DIVAGATING column by Gwen Clarke
My computer, Hal, the Malevolent II informed me that May 1 through 5 is Teacher Appreciation Week and promptly came up with ten pages of merchandise, running the gamut from a “50 Reasons to Love Teaching” bookmarks, lapel pins stating that “Teachers make all other professions possible,” and, probably the most useful of all: stress relievers.
I had an English teacher who used a blackboard eraser for a stress reliever. She threw it across the classroom at the source of her aggravation with dead-on aim—from years of practice. Occasionally, she would tell a disruptive student to “cease, desist, and stop” whatever, usually triggering a bewildered silence. She was big on synonyms.
Of course, I loved my journalism teacher, who sits on my shoulder with every word I’ve ever written in the plenty-six years since graduation. But remembering Ralph Paige, my homeroom teacher for all three years at Citrus Grove Junior High blurs my eyes, makes my nose red, and renders me choked-up beyond speech. By present day lights, his teaching style would have attracted villagers bearing torches, but he and Oscar ran a tight ship, and one without barnacles.
One day, Mr. Paige announced he could use some help with his boat on Saturdays. It needed to be de-barnacled, sanded, and painted. Said boat resided at the deceptively-named Pelican Harbor Yacht Club, a spit of land along a causeway with a few rickety docks. I look back on those Saturdays fondly.
Another club member took us out in his boat one day, for the ride of a lifetime. The sleek, open speedboat skimmed over Biscayne Bay faster than we believed possible. I later learned the skipper was one Gar Wood, and we were traveling in a world-speed-record boat. All we knew was that we were passing a Saturday.
For our ninth grade graduation, Mr. Paige chartered a double-decker party boat for a class party done up right. We may have had more parent/chaperons than kids.
Back to the aforementioned Oscar. He was Mr. Paige’s paddle. Really. Oscar had place of pride on our classroom wall, was about 14” long, 8” wide, 1” thick, varnished to a high gloss, with a few nickel-sized holes drilled in it, for aerodynamics. Once class ground-rules were established, such as answering him with a “yes, sir” or “no, sir” instead of “uh, huh” or “uh, uh”, and treating female classmates with respect, the boys in the class were safe (girls were exempt, I recall). A life lesson here was that the object of his displeasure had the option of swatting Mr. Paige first—or second (and only one swat was exchanged). Critical thinking, the issue.
A new kid joined us in the eighth grade. By his build, we figured we had a new catcher for the baseball team, or a football lineman. Willie proved to be both.
Saying “sir” didn’t come easily to Willie, and he had a good number of tries at first-swat vs. second-swat strategy but he could wield a sand-block on Mr. Paige’s boat better than anybody. Unfortunately Willie had way too much time on his hands, a bunch of questionable friends and, lacking a father figure at home, was headed for trouble. Near the school year’s end, Mr. Paige announced that Willie was being awarded a summer-camp scholarship, as the camp bugler. Willie jumped up, stating the obvious: he didn’t know how to play the bugle. “You’ll have four weeks to learn”, Mr. Paige replied.
Fast-forwarding through a successful high-school career, football scholarship to the University of Miami, and noteworthy Air Force career, where he flew a pokey little L-5 as an artillery spotter behind enemy lines in Korea (with a price on his head!), Willie stayed close to Mr. Paige.
When Mr. Paige went to his reward, Willie was holding his hand. Until his own death quite recently, Willie talked openly about what his life might have been without Mr. Paige in it. And never without tears coursing down his big lug of a face.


## Your task
Wherever the word "pixels" occurs in the lines below, copy the whole line.

:: Data records

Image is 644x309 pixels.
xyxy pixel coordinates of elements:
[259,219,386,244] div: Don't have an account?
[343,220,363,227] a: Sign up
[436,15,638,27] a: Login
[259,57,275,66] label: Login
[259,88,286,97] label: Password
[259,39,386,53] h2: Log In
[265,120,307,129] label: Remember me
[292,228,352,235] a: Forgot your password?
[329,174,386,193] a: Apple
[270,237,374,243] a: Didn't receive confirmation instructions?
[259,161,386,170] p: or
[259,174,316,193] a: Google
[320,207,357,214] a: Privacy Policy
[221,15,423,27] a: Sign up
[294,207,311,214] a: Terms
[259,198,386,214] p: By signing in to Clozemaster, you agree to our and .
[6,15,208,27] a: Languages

::::
:: Data records

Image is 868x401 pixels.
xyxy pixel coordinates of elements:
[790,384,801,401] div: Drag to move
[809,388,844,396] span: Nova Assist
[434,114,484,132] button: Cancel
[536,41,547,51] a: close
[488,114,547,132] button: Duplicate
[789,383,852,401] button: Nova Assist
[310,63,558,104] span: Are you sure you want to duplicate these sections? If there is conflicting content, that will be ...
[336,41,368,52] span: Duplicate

::::

## Result for this exercise
Image is 644x309 pixels.
Image is 868x401 pixels.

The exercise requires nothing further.